David O. Matson, M.D., Ph.D., in his lab.

NORFOLK—A study championed by EVMS researcher David O.  Matson, M.D., Ph.D., on an intestinal virus that kills 500,000 children each year won recognition from Lancet as the year’s best medical research paper.

Published last January in the New England Journal of Medicine, Matson’s research helped speed approval by the U.S. Food and Drug Administration of the Merck vaccine RotaTeq, which is now on all U.S. immunization schedules and has been provided to 2.5 million children in the U.S.

The editors chose two papers for the top honor — both on successful clinical trials for competing rotavirus vaccines — out of about 700,000 published by biomedical researchers in 2006.

The rotavirus vaccines “one day are likely to stand alongside smallpox, measles, and poliomyelitis vaccines in their global public health benefit,” wrote James Butcher, Lancet’s executive editor in an accompanying editorial.

Matson, principal U.S. investigator for the massive study, said he had no inkling that Lancet would cite his paper.

“It certainly is a pleasant feeling to get recognition for many years of quiet labor,” said Matson.

Rotavirus photo courtesy Wikimedia.

While Matson has been recognized for ground-breaking research on many types of viruses, he has spent almost his entire career studying the diarrhea-inducing rotavirus, which looks like a spike-studded orb and is so small 1,000 would barely span a human hair. Rotavirus has been responsible for about five percent of all pediatric hospital admissions in the U.S. and kills children in developing nations where medical care may be unavailable.

The second study recognized by Lancet was spearheaded by a Matson protégé, Chilean researcher Miguel O’Ryan, M.D., who worked with Matson over the decades and who has conducted research at the EVMS Center for Pediatric Research.

In giving the award, Lancet also noted that rotavirus research suffered an almost fatal setback when an earlier vaccine was withdrawn because it caused a rare bowel obstruction.
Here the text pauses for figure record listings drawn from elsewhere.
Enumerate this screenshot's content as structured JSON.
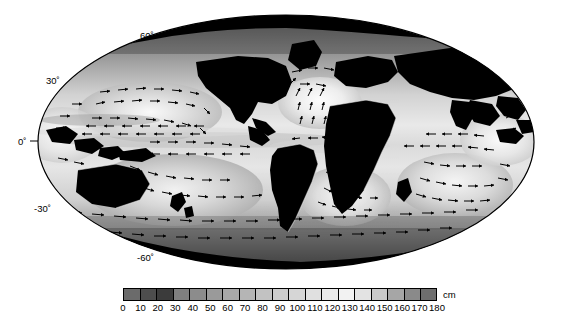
{
  "figure": {
    "type": "map-figure",
    "projection": "mollweide",
    "background_color": "#ffffff"
  },
  "map": {
    "name": "global-ocean-dynamic-topography-map",
    "land_color": "#000000",
    "ellipse": {
      "cx": 286,
      "cy": 142,
      "rx": 248,
      "ry": 127
    },
    "latitude_labels": [
      {
        "text": "60˚",
        "lat": 60,
        "x": 140,
        "y": 31
      },
      {
        "text": "30˚",
        "lat": 30,
        "x": 46,
        "y": 76
      },
      {
        "text": "0˚",
        "lat": 0,
        "x": 18,
        "y": 141
      },
      {
        "text": "-30˚",
        "lat": -30,
        "x": 40,
        "y": 208
      },
      {
        "text": "-60˚",
        "lat": -60,
        "x": 140,
        "y": 257
      }
    ],
    "has_tick_dash_at_equator": true,
    "vector_field": {
      "name": "ocean-current-arrows",
      "arrow_color": "#000000",
      "description": "geostrophic surface current vectors"
    }
  },
  "colorbar": {
    "name": "dynamic-topography-colorbar",
    "unit": "cm",
    "min": 0,
    "max": 180,
    "step": 10,
    "orientation": "horizontal",
    "ticks": [
      0,
      10,
      20,
      30,
      40,
      50,
      60,
      70,
      80,
      90,
      100,
      110,
      120,
      130,
      140,
      150,
      160,
      170,
      180
    ],
    "tick_labels": [
      "0",
      "10",
      "20",
      "30",
      "40",
      "50",
      "60",
      "70",
      "80",
      "90",
      "100",
      "110",
      "120",
      "130",
      "140",
      "150",
      "160",
      "170",
      "180"
    ],
    "swatches": [
      "#6b6b6b",
      "#4d4d4d",
      "#3b3b3b",
      "#7f7f7f",
      "#8c8c8c",
      "#9a9a9a",
      "#a8a8a8",
      "#b5b5b5",
      "#c2c2c2",
      "#cccccc",
      "#d6d6d6",
      "#e0e0e0",
      "#eaeaea",
      "#f2f2f2",
      "#e3e3e3",
      "#c9c9c9",
      "#a6a6a6",
      "#8a8a8a",
      "#6e6e6e"
    ]
  },
  "chart_data": {
    "type": "heatmap",
    "title": "",
    "xlabel": "",
    "ylabel": "",
    "unit": "cm",
    "projection": "mollweide",
    "colorbar_range": [
      0,
      180
    ],
    "colorbar_ticks": [
      0,
      10,
      20,
      30,
      40,
      50,
      60,
      70,
      80,
      90,
      100,
      110,
      120,
      130,
      140,
      150,
      160,
      170,
      180
    ],
    "latitude_ticks": [
      60,
      30,
      0,
      -30,
      -60
    ],
    "colormap": "grayscale",
    "overlay": "vector-arrows",
    "grid": false,
    "legend_position": "bottom"
  }
}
That failure not only required a huge gamble by a pharmaceutical company, it required researchers to conduct the largest pre-licensure clinical trials since the development of the polio vaccine in the 1950s to prove that the new vaccines wouldn’t cause the rare complication.

Each study required the enrollment of nearly 70,000 children and infants around the world. Matson’s study had 400 sites in 11 nations. While Matson doesn’t know the precise figures, he estimated that the study costs hundreds of millions of dollars.

Much of the credit goes to those “willing to undertake studies of this magnitude to overcoming the failure of the previous vaccine.”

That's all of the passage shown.